© Blog First Steps, IDB´s Social Protection and Health Division
by Marta Rubio Codina
A few days ago, I attended the event “Transforming the Future Starts in Childhood,” organized by the IDB and the ALAS Foundation. I enjoyed a very pleasant and rewarding day listening to academics, policy makers and representatives from foundations, international agencies and private-sector entities committed to early childhood development talk about one of my favorite topics: making learning fun.
Several presentations focused on play, an extremely important aspect to promote child development. Play—whether free or intentional, with or without toys—enhances a child’s ability to solve problems and overcome challenges, develops communication skills, and promotes language production and imagination.
During one of the presentations I enjoyed the most, Randa Grob-Zakhary, president of the Lego Foundation, reminded us that the brain reaches 90% of its adult size by the time a child is four years old! Besides being quite entertaining, I thought her presentation was particularly stimulating. With six colorful Lego bricks, Randa demonstrated play’s potential in both the development of the skills mentioned above in early childhood and more advanced skills such as cooperation, executive function, and pre-math and basic statistics skills in preschool-age children. And all this while the audience had a good time playing and learning!
I particularly applaud the simplicity of the pieces she used to demonstrate her message: different colored rectangles, readily reproducible with scraps of wood, matchboxes, or any other materials tiny enough for a small child to be able to manipulate them. There’s beauty in simplicity, all the more so when resources (in other words, money) are limited and needs abundant, particularly among highly vulnerable and marginalized families.
The promotion of early childhood development will not become a public policy that targets those most in need (which is to say that it will not succeed in closing existing socio-economic gaps at scale) if initiatives are not sufficiently cost-efficient. We know that the returns on investment in the early years are very high—although not immediate—which generates certain political difficulties in the face of myopic voters. But the main difficulty still lies in finding a sufficiently inexpensive way to implement these policies so that they will be adopted by governments, and more importantly, be sustainable in the longer term.
Several factors play an important role, but without a doubt, the use of simple and inexpensive toys that can easily be built from the plentiful waste or other materials available in the child’s immediate environment (plastic bottles, cardboard boxes and tubes, scraps of clothing, seeds or stones, etc.) significantly contributes to reducing purchasing costs and distribution logistics. They also facilitate the family’s ability to recreate these toys at home at a minimal cost and to take ownership fitting them to their needs. Homemade toys simply need to be – other than easy to assemble – safe, suitable to the child’s little hands and abilities, and attractive enough (colorful, noisy, etc.). Also, the more versatile—in other words, the more things the child can play with the toy —the better! (The more cost-efficient!)
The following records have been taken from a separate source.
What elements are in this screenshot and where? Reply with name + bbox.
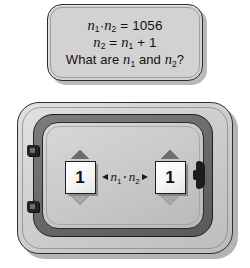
panel-latch-icon[interactable] — [196, 161, 205, 189]
product-label-operator: · — [122, 168, 127, 186]
question-conjunction: and — [139, 52, 161, 67]
question-sub2: 2 — [172, 59, 177, 69]
question-mark: ? — [177, 52, 184, 67]
equation-product: n1·n2 = 1056 — [87, 18, 162, 33]
question-line: What are n1 and n2? — [66, 52, 184, 67]
arrow-left-icon — [102, 174, 108, 180]
n1-increment-triangle-up-icon[interactable] — [71, 150, 89, 159]
question-sub1: 1 — [130, 59, 135, 69]
arrow-right-icon — [142, 174, 148, 180]
problem-statement-text: n1·n2 = 1056 n2 = n1 + 1 What are n1 and… — [47, 4, 203, 81]
equation-product-var1: n1 — [87, 17, 99, 33]
equation-successor-plus: + — [137, 35, 145, 50]
product-label-sub1: 1 — [117, 177, 121, 186]
n1-decrement-triangle-down-icon[interactable] — [71, 196, 89, 205]
equation-product-equals: = — [120, 18, 128, 33]
n1-value-box[interactable]: 1 — [65, 161, 96, 194]
question-var2: n2 — [165, 51, 177, 67]
equation-successor-sub1: 2 — [101, 41, 106, 51]
question-var1: n1 — [123, 51, 135, 67]
hinge-bottom-icon — [27, 201, 39, 212]
n2-stepper[interactable]: 1 — [152, 150, 188, 205]
diagram-canvas: n1·n2 = 1056 n2 = n1 + 1 What are n1 and… — [0, 0, 250, 268]
product-label-var1: n1 — [110, 169, 121, 185]
n2-increment-triangle-up-icon[interactable] — [161, 150, 179, 159]
hinge-top-icon — [27, 145, 39, 156]
n2-value-box[interactable]: 1 — [155, 161, 186, 194]
equation-successor-value: 1 — [149, 35, 157, 50]
equation-successor-equals: = — [109, 35, 117, 50]
equation-product-var2: n2 — [104, 17, 116, 33]
product-label: n1·n2 — [98, 168, 152, 186]
equation-successor-var2: n1 — [121, 34, 133, 50]
equation-product-value: 1056 — [132, 18, 162, 33]
n1-stepper[interactable]: 1 — [62, 150, 98, 205]
equation-product-sub2: 2 — [112, 24, 117, 34]
n2-decrement-triangle-down-icon[interactable] — [161, 196, 179, 205]
equation-product-sub1: 1 — [95, 24, 100, 34]
product-label-var2: n2 — [129, 169, 140, 185]
question-prefix: What are — [66, 52, 120, 67]
equation-successor-sub2: 1 — [129, 41, 134, 51]
equation-successor-var1: n2 — [93, 34, 105, 50]
equation-successor: n2 = n1 + 1 — [93, 35, 156, 50]
product-label-sub2: 2 — [135, 177, 139, 186]
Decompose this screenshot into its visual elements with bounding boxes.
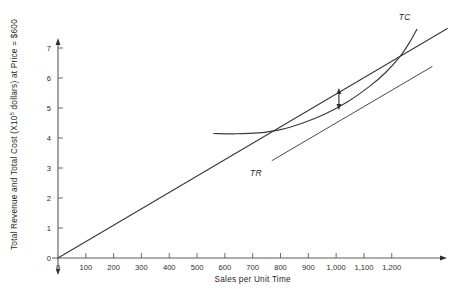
x-tick-label: 1,000 <box>327 263 346 272</box>
tc-series-label: TC <box>399 12 412 22</box>
x-tick-label: 900 <box>302 263 315 272</box>
y-tick-label: 6 <box>47 74 51 83</box>
y-tick-label: 1 <box>47 224 51 233</box>
x-tick-label: 300 <box>135 263 148 272</box>
y-tick-label: 4 <box>47 134 51 143</box>
x-axis: 01002003004005006007008009001,0001,1001,… <box>52 253 447 275</box>
chart-figure: 01234567 01002003004005006007008009001,0… <box>0 0 452 290</box>
max-profit-gap-arrowhead-bottom <box>337 104 342 110</box>
x-tick-label: 100 <box>79 263 92 272</box>
y-axis-title-post: dollars) at Price = $600 <box>10 19 19 112</box>
series-group <box>58 29 447 259</box>
x-tick-label: 800 <box>274 263 287 272</box>
y-tick-group <box>58 48 63 228</box>
x-tick-label: 700 <box>246 263 259 272</box>
x-tick-label: 1,200 <box>382 263 401 272</box>
x-tick-label: 600 <box>219 263 232 272</box>
y-axis: 01234567 <box>47 38 63 263</box>
tc-curve <box>214 29 417 133</box>
y-tick-label: 0 <box>47 254 51 263</box>
y-tick-label: 2 <box>47 194 51 203</box>
x-tick-label: 400 <box>163 263 176 272</box>
x-tick-label: 500 <box>191 263 204 272</box>
tr-series-label: TR <box>250 168 262 178</box>
y-tick-label: 7 <box>47 44 51 53</box>
y-axis-arrowhead <box>56 38 61 45</box>
tr-line <box>58 29 447 259</box>
chart-plot-area: 01234567 01002003004005006007008009001,0… <box>0 0 452 290</box>
x-tick-label: 1,100 <box>354 263 373 272</box>
x-tick-label: 200 <box>107 263 120 272</box>
y-axis-title: Total Revenue and Total Cost (X105 dolla… <box>9 19 19 250</box>
x-tick-group <box>86 253 392 258</box>
x-axis-title: Sales per Unit Time <box>215 275 291 284</box>
y-ticklabel-group: 01234567 <box>47 44 51 263</box>
y-tick-label: 3 <box>47 164 51 173</box>
x-axis-arrowhead <box>440 256 447 261</box>
y-tick-label: 5 <box>47 104 51 113</box>
x-ticklabel-group: 01002003004005006007008009001,0001,1001,… <box>56 263 401 272</box>
x-tick-label: 0 <box>56 263 60 272</box>
tangent-line <box>272 67 432 161</box>
y-axis-title-pre: Total Revenue and Total Cost (X10 <box>10 115 19 250</box>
Thus, in this age of digital technology, I am reclaiming the virtues of homemade toys, based on the evidence generated by the famous Jamaica study, which Norbert Schady spoke to us about in the presentation you can view in the video below.
On the basis of this evidence and on the pride with which the child in the photo shows off his car made from a bottle of liquid soap and a driver made from a sock, I’ll take this opportunity to make a claim for the power of toys made from recycled materials!
Marta Rubio Codina is a consultant in the Division of Social Protection and Health at the Inter-American Development Bank and a Senior Economist at the Institute for Fiscal Studies in London. She is a co-researcher in various projects that promote early childhood development (ECD) in Colombia, India and Peru and has done research focused on the measurement of ECD and existing socioeconomic gaps.